Gladiatorial games in the Greek East

Professor Stephen Mitchell, council member of the BIAA, discusses the article Gladiatorial Games in the Greek East: A Complex of Reliefs from Cibyra in the latest issue in Anatolian Studies.

Ridley Scott’s stupendous film Gladiator reminded the world in 2000 of the compelling fascination that Roman gladiatorial games exert over the modern public. Gladiatorial games have also been the subject of intensive modern research, which has illuminated how they were organised, the social functions that they served, and their symbolic importance in Roman society and its power structures.

The 2015 issue of Anatolian Studies contains an exceptionally important contribution to this research.  Christof Berns and Haci Ali Ekinci publish and analyse 27 reliefs depicting gladiatorial combats and wild-beast hunts from the ancient city of Cibyra in southwest Turkey. These reliefs, mostly previously unpublished, are likely to have decorated the tombs of the wealthy benefactors who sponsored the shows. This comprehensive article presents a detailed account of this material – which now forms one of the showpieces of the Burdur Archaeological Museum – and sets it in the wider context of modern research. In particular, the authors suggest that the iconographic representation of the contexts reflect how Cibyra, like other cities of Asia Minor, assimilated and adapted these Roman contests into a hellenic cultural context. The Roman concept of the outcast gladiator displaying courage, skill and discipline to achieve re-integration into society, was adapted in the Greek East to the existing culture of games (agones), in which the fighters, largely drawn from free society, displayed their prowess in these brutal, often fatal games. This major study not only makes a wonderful collection of gladiator reliefs available for study, but shows important new ways in which the whole culture of gladiatorial combat should be understood.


• [The task]:
Return every line of the records below verbatim, with no pictures in the copy.
+++ Listed entries
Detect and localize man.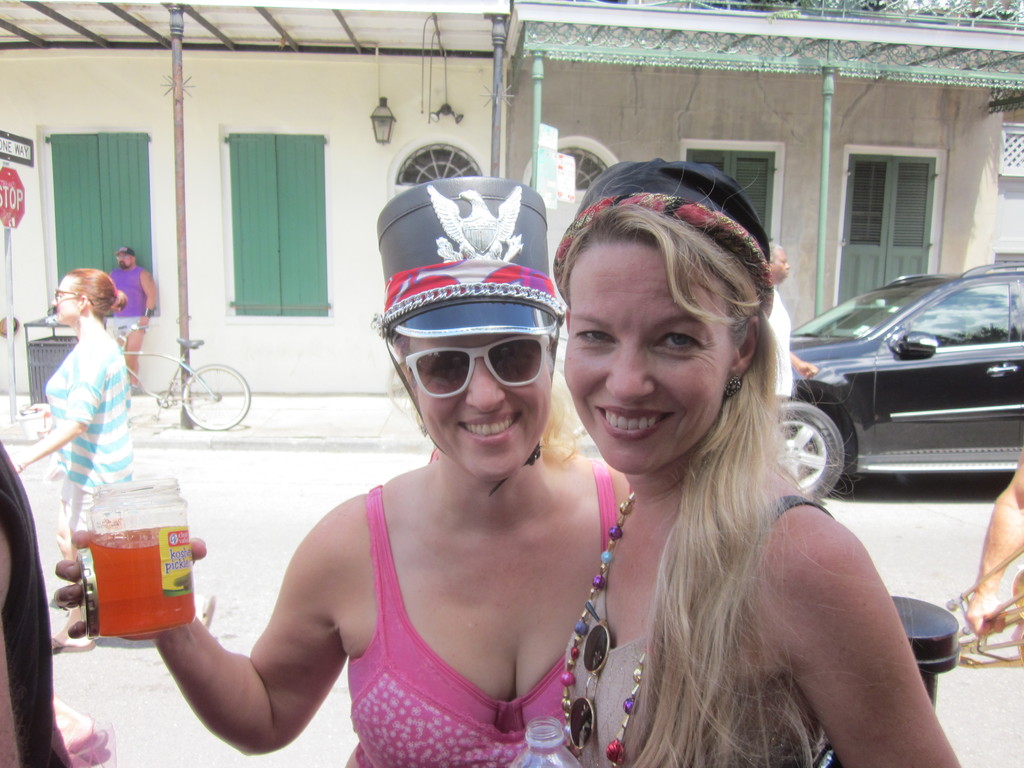
Localized at locate(100, 248, 158, 385).
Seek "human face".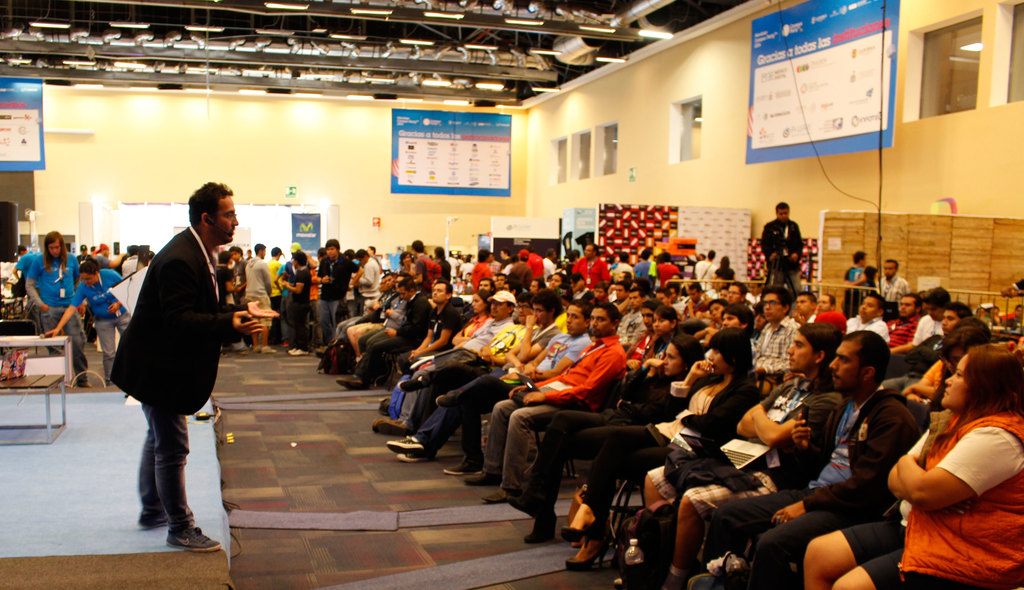
212 193 240 242.
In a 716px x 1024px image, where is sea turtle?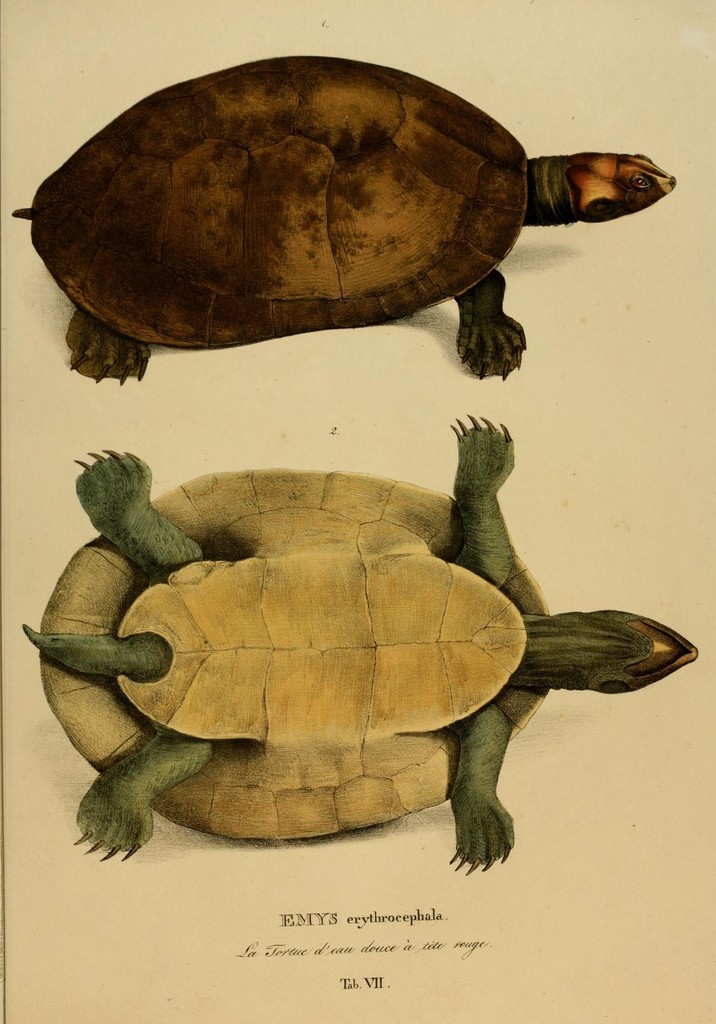
l=6, t=55, r=676, b=385.
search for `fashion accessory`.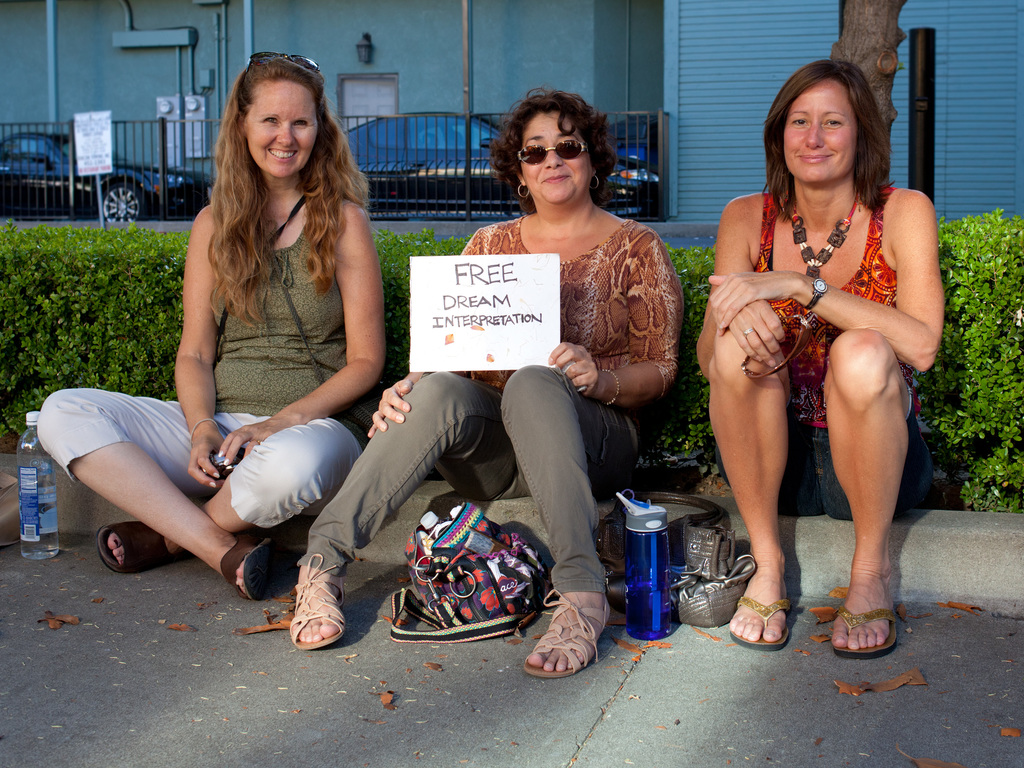
Found at pyautogui.locateOnScreen(517, 138, 586, 166).
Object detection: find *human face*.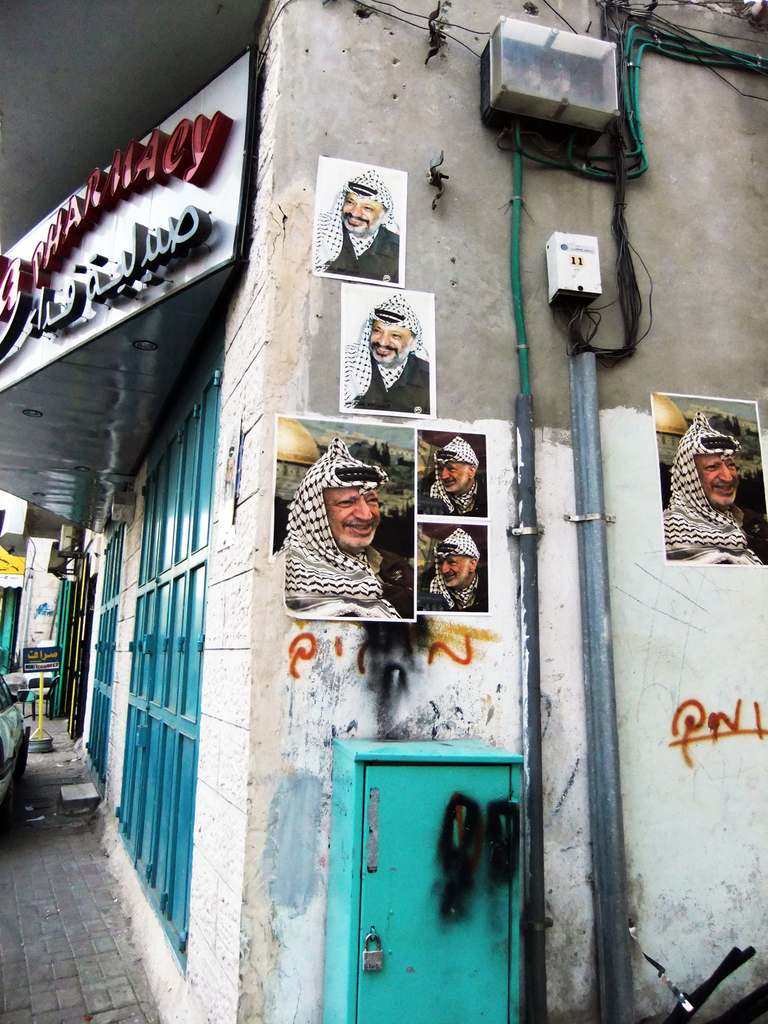
<box>341,200,383,236</box>.
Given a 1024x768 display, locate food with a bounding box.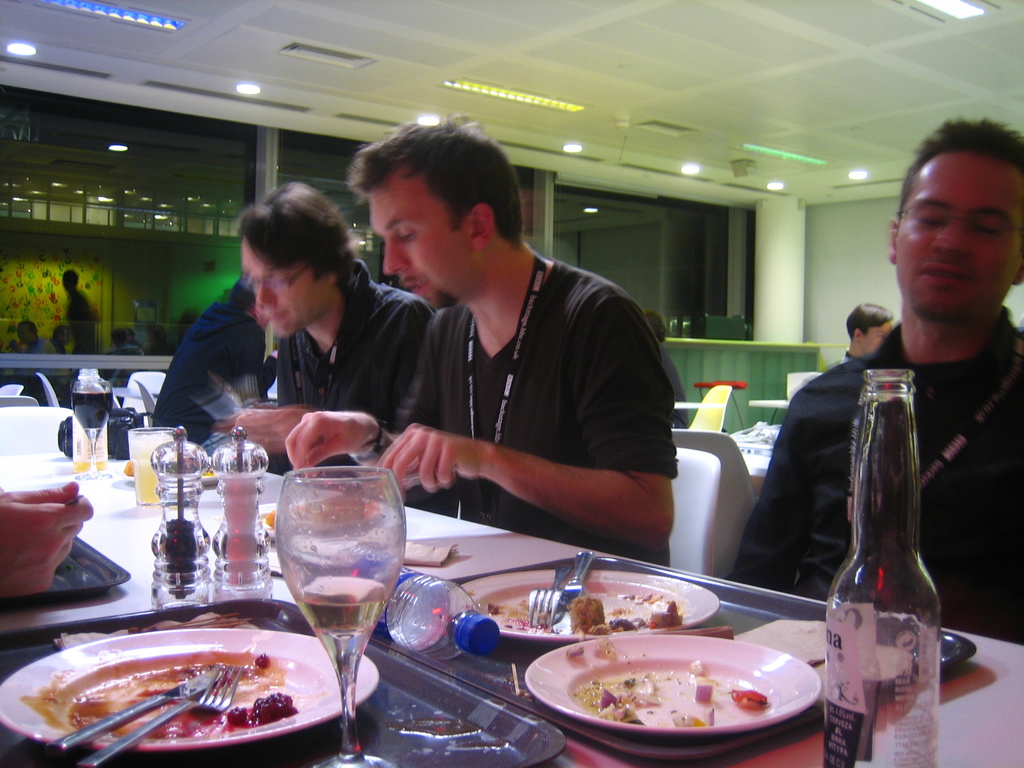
++++++
• [Exercise response]:
Detect and localize man.
Localized at locate(100, 248, 158, 385).
Seek "human face".
212 193 240 242.
In a 716px x 1024px image, where is sea turtle?
l=6, t=55, r=676, b=385.
search for `fashion accessory`.
Found at pyautogui.locateOnScreen(517, 138, 586, 166).
Object detection: find *human face*.
<box>341,200,383,236</box>.
Given a 1024x768 display, locate food with a bounding box.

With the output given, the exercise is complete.